Teaching CSE French in the mid 1970s to reluctant teenagers was often a pretty soul destroying affair!
One day, by chance, a teacher colleague showed me an advert in the Times Educational Supplement – “There are jobs going in the Multi Cultural Support Service. Why don’t you apply?”
I gave it some thought and decided I would. I ended up teaching at a local primary school and thoroughly enjoying the buzz of creative activity and vibrancy of the teachers and younger pupils.
In Britain, it is common for many schools to celebrate a ‘Book Week’. One year, early in 1986, Sandra Pollerman, a marvellous American storyteller, came to perform at a Book Week event for the school where I was working. Everyone, from the children through to the Headteacher, were mesmerised.
As I sat enjoying Sandra’s storytelling – which was completely book free – I was transported back to my childhood village of Delices.
Have you ever driven across an unlit country road after dark? Or could you possibly imagine life before electricity? Well, as Sandra was performing, I could.
Tropical night would descend thick and fast, enveloping the village in a cloak of velvet darkness. Frogs, crickets and cicadas took this as their cue to start up a shrill dusk chorus, noisy and persistent, lasting throughout the night.
Millions of shimmering fireflies would also come alive, performing a hypnotic dance in accompaniment to the other insects.
Humans however, had other ideas.
Without bright lights to lesson the gloom and not much by way of entertainment, Dominican villagers would go to bed quite early, soon after sunset in fact.
But when there was moonlight, that was another story.
“Messiers Crick? Crack!
North and south
Mouth open, story jump out
All Hell break loose
And the Devil and his wife about”.
In other words, villages bathed all over in pale flourescent light would come alive with human activity and stay awake till long after sundown.
Everyone, young and old, enjoyed an extra hour or two before bedtime, squatting on doorsteps, perched on stools or logs in the yard, or lounged in easy chairs on the verandah, munching on roasted sweet corn and telling and listening to “contes” (stories). For me it was sheer magic!
From the day that Sandra Pollerman came to Thomas Gamuel school, I was intoxicated and hooked – and decided to become a storyteller!
I must also pay tribute to my good friend June Young, who also taught with me at Thomas Gamuel School. June was an infectious storytelling enthusiast who went to Jamaica to collect stories and greatly influenced me.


• DESCRIPTION OF THE TASK:
Which of the lines below include the word "area"? Pull each one out.

• RECORD EXCERPTS:

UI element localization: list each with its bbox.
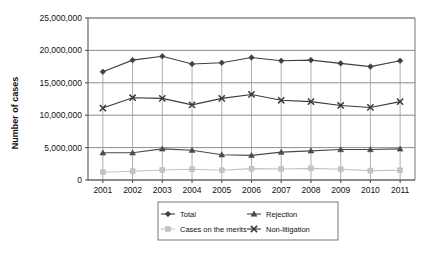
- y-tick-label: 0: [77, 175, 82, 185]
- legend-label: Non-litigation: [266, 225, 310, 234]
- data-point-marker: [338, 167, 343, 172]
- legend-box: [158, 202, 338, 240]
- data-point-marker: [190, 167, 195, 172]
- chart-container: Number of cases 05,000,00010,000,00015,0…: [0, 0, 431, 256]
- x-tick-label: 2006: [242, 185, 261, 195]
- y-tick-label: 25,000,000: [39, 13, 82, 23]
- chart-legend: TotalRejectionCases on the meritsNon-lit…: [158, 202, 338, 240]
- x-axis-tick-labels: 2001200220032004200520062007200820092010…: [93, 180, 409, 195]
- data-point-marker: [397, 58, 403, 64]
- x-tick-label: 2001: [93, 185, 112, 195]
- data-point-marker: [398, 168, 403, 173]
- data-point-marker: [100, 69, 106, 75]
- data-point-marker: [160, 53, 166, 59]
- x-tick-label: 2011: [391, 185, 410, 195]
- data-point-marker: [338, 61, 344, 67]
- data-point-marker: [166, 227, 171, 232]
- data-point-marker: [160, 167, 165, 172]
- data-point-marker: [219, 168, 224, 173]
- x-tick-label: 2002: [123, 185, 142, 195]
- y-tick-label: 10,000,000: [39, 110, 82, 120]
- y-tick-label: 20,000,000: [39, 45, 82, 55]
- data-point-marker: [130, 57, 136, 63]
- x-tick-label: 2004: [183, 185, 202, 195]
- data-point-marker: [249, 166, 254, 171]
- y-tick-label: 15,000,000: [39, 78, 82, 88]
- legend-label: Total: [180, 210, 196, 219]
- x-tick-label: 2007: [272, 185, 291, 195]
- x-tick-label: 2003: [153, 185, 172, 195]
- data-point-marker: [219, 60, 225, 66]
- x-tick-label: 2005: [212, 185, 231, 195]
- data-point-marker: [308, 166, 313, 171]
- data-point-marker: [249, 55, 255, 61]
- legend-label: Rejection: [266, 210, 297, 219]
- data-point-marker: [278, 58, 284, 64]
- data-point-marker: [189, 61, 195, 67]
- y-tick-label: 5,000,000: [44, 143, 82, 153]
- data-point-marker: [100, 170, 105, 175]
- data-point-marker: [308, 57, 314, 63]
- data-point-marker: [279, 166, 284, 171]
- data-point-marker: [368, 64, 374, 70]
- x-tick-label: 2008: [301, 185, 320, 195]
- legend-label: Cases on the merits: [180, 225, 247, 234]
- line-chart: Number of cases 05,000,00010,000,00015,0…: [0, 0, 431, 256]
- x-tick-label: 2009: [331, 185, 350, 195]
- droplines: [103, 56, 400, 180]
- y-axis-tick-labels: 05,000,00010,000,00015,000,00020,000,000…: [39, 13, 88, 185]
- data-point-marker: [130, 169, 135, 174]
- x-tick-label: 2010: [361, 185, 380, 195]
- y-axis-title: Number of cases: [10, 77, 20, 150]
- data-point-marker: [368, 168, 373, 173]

---

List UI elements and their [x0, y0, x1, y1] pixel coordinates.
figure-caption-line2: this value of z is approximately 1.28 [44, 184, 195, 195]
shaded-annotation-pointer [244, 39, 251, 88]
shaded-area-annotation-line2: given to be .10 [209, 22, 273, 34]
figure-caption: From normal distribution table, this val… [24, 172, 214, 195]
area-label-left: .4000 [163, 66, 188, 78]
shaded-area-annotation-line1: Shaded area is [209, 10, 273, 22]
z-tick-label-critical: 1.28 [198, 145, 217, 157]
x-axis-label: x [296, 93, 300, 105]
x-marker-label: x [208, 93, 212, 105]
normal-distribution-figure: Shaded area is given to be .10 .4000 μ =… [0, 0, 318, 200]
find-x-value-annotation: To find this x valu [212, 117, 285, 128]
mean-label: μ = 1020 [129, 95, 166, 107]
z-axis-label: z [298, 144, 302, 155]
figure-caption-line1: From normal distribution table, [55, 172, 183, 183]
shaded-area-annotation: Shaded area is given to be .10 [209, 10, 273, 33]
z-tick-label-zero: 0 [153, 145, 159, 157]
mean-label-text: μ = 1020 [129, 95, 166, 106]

• PROBLEM SOLUTION:
shaded-area-annotation-line2: given to be .10 [209, 22, 273, 34]
area-label-left: .4000 [163, 66, 188, 78]
shaded-area-annotation-line1: Shaded area is [209, 10, 273, 22]
normal-distribution-figure: Shaded area is given to be .10 .4000 μ =… [0, 0, 318, 200]
shaded-area-annotation: Shaded area is given to be .10 [209, 10, 273, 33]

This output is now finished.